An association of Muslim confession won the auction of a chapel in a hospital in Bergamo. But the region led by the far right opposed it.

The League of Matteo Salvini, far-right co-vice-president of the Italian government, intervened to block the project to transform a chapel into a mosque in Bergamo, in the north of the country.

A Muslim association last week made the best offer at the auction of this chapel in a hospital in Bergamo, exceeding the proposal of the Romanian Orthodox Church that used it for its services.

The region is opposed

But the regional council of Lombardy, where Bergamo, headed by the League, is opposed to the sale under a law of 2004 that allows to intervene to safeguard cultural sites.
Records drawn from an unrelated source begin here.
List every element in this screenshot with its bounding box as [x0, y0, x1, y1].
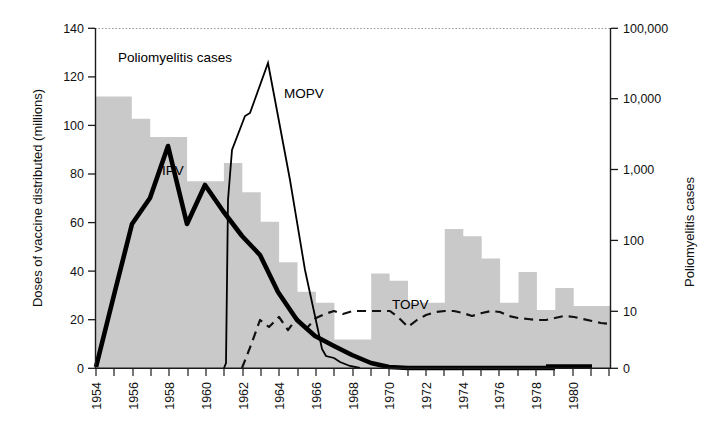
right-tick-10: 10: [623, 305, 637, 319]
x-tick-1960: 1960: [200, 382, 214, 410]
chart-canvas: 0 20 40 60 80 100 120 140 Doses of vacci…: [0, 0, 719, 423]
left-tick-20: 20: [70, 313, 84, 327]
x-tick-1970: 1970: [383, 382, 397, 410]
x-tick-1956: 1956: [127, 382, 141, 410]
left-tick-140: 140: [63, 22, 84, 36]
right-tick-100: 100: [623, 234, 644, 248]
poliomyelitis-vaccine-chart: 0 20 40 60 80 100 120 140 Doses of vacci…: [0, 0, 719, 423]
left-tick-120: 120: [63, 70, 84, 84]
label-mopv: MOPV: [284, 86, 324, 101]
left-tick-80: 80: [70, 167, 84, 181]
label-poliomyelitis-cases: Poliomyelitis cases: [118, 50, 232, 65]
left-axis-title: Doses of vaccine distributed (millions): [30, 89, 45, 307]
x-tick-1954: 1954: [90, 382, 104, 410]
x-tick-1968: 1968: [347, 382, 361, 410]
x-tick-1966: 1966: [310, 382, 324, 410]
left-tick-0: 0: [77, 362, 84, 376]
right-tick-10000: 10,000: [623, 92, 661, 106]
right-tick-100000: 100,000: [623, 22, 668, 36]
label-ipv: IPV: [162, 163, 184, 178]
x-tick-1958: 1958: [163, 382, 177, 410]
left-tick-40: 40: [70, 265, 84, 279]
x-tick-1972: 1972: [420, 382, 434, 410]
x-tick-1978: 1978: [530, 382, 544, 410]
x-tick-1964: 1964: [273, 382, 287, 410]
x-tick-1976: 1976: [493, 382, 507, 410]
x-tick-1962: 1962: [237, 382, 251, 410]
left-tick-100: 100: [63, 119, 84, 133]
right-axis-title: Poliomyelitis cases: [682, 177, 697, 287]
label-topv: TOPV: [392, 297, 429, 312]
right-tick-1000: 1,000: [623, 163, 654, 177]
x-tick-1974: 1974: [457, 382, 471, 410]
x-tick-1980: 1980: [567, 382, 581, 410]
left-tick-60: 60: [70, 216, 84, 230]
right-tick-0: 0: [623, 362, 630, 376]
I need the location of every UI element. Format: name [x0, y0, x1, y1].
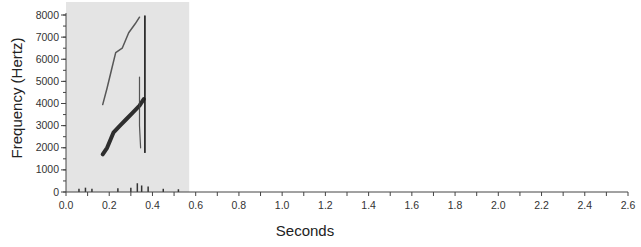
x-tick-label: 0.0 [59, 199, 74, 211]
y-tick-label: 4000 [36, 97, 60, 109]
x-tick-label: 0.2 [102, 199, 117, 211]
x-tick-label: 2.0 [491, 199, 506, 211]
x-tick-label: 1.4 [361, 199, 376, 211]
y-axis-title: Frequency (Hertz) [8, 38, 25, 159]
x-tick-label: 0.6 [188, 199, 203, 211]
y-tick-label: 3000 [36, 119, 60, 131]
x-axis: 0.00.20.40.60.81.01.21.41.61.82.02.22.42… [59, 192, 636, 211]
x-tick-label: 2.4 [577, 199, 592, 211]
y-axis: 010002000300040005000600070008000 [36, 9, 66, 198]
y-tick-label: 2000 [36, 141, 60, 153]
y-tick-label: 5000 [36, 75, 60, 87]
x-tick-label: 0.4 [145, 199, 160, 211]
x-tick-label: 2.2 [534, 199, 549, 211]
x-tick-label: 1.2 [318, 199, 333, 211]
x-axis-title: Seconds [276, 222, 334, 239]
y-tick-label: 0 [53, 186, 59, 198]
x-tick-label: 2.6 [621, 199, 636, 211]
x-tick-label: 1.0 [275, 199, 290, 211]
x-tick-label: 1.8 [448, 199, 463, 211]
y-tick-label: 8000 [36, 9, 60, 21]
y-tick-label: 7000 [36, 31, 60, 43]
x-tick-label: 1.6 [405, 199, 420, 211]
spectrogram-chart: 010002000300040005000600070008000 0.00.2… [0, 0, 641, 247]
y-tick-label: 6000 [36, 53, 60, 65]
x-tick-label: 0.8 [232, 199, 247, 211]
y-tick-label: 1000 [36, 163, 60, 175]
recorded-region [66, 2, 189, 192]
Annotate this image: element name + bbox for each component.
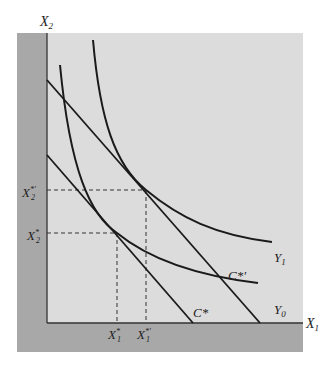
y-axis-label: X2	[39, 14, 54, 31]
c-star-prime-label: C*'	[228, 268, 246, 283]
x1-star-prime-sub: 1	[146, 335, 150, 344]
isoquant-diagram: X2 X1 Y1 Y0 C*' C* X*' 2 X* 2 X* 1 X*' 1	[0, 0, 333, 369]
bottom-strip	[17, 323, 303, 352]
x1-star-sub: 1	[117, 335, 121, 344]
x2-star-sub: 2	[36, 236, 40, 245]
x-axis-label: X1	[305, 316, 319, 333]
c-star-label: C*	[193, 305, 209, 320]
plot-panel	[17, 33, 303, 352]
x2-star-prime-sub: 2	[31, 193, 35, 202]
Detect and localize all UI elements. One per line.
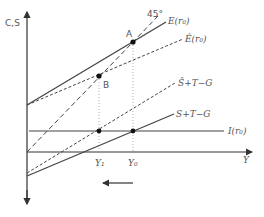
curve-e <box>27 22 166 105</box>
curve-i-label: I(r₀) <box>227 126 247 136</box>
point-y1-i <box>97 129 102 134</box>
point-a-label: A <box>126 29 133 39</box>
point-b <box>96 73 101 78</box>
line-45-label: 45° <box>147 9 163 19</box>
curve-s-label: S+T−G <box>176 109 210 119</box>
y1-tick-label: Y₁ <box>95 158 105 168</box>
point-a <box>130 39 135 44</box>
y0-tick-label: Y₀ <box>128 158 138 168</box>
x-axis-label: Y <box>243 155 250 165</box>
y-axis-label: C,S <box>5 18 20 28</box>
curve-e-label: E(r₀) <box>167 16 190 26</box>
point-y0-i <box>131 129 136 134</box>
curve-e-hat-label: Ê(r₀) <box>184 33 207 44</box>
point-b-label: B <box>103 80 109 90</box>
is-diagram: C,S Y 45° E(r₀) Ê(r₀) Ŝ+T−G S+T−G I(r₀) … <box>0 0 264 217</box>
curve-e-hat <box>27 39 183 105</box>
curve-s-hat-label: Ŝ+T−G <box>178 77 212 88</box>
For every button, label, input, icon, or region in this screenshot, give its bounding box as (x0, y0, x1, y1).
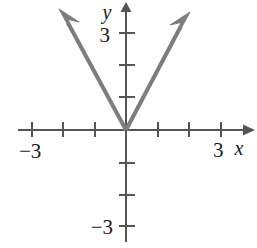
graph-figure: 3 −3 −3 3 y x (0, 0, 257, 248)
coordinate-plane-svg: 3 −3 −3 3 y x (0, 0, 257, 248)
curve-right-branch (126, 26, 181, 130)
curve-right-arrowhead (170, 12, 190, 34)
y-axis-label: y (101, 1, 112, 24)
y-axis-positive-tick-label: 3 (100, 23, 111, 47)
curve-left-branch (68, 23, 126, 130)
x-axis-negative-tick-label: −3 (19, 139, 41, 163)
y-axis-arrowhead (121, 2, 132, 12)
y-axis-negative-tick-label: −3 (91, 215, 113, 239)
x-axis-arrowhead (243, 125, 255, 136)
curve-left-arrowhead (59, 9, 79, 31)
x-axis-label: x (234, 137, 244, 159)
x-axis-positive-tick-label: 3 (213, 138, 224, 162)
"I would never have put a church up for sale and I'm amazed that the hospital management did not understand how sensitive this issue was , " said Attilio Fontana, president of the region, on Twitter.

"However, we will exercise our right of preemption and there will be no room for an appeal," he added. It is the regional council that will therefore acquire the chapel.

The League and the myth of cultural replacement

Matteo Salvini, whose party has been governing Italy since last June as part of a coalition with five-star movement protesters, says he fears a loss of Italian culture and society under the blows of Islam.

"Centuries of history are in danger of disappearing if Islamization, which has been underestimated until now, ends up imposing itself," he said at the beginning of the year. According to population projections from the Pew Research Center, Muslims, who represented 3.7% of the Italian population in 2010, are expected to grow to 4.9% in 2020.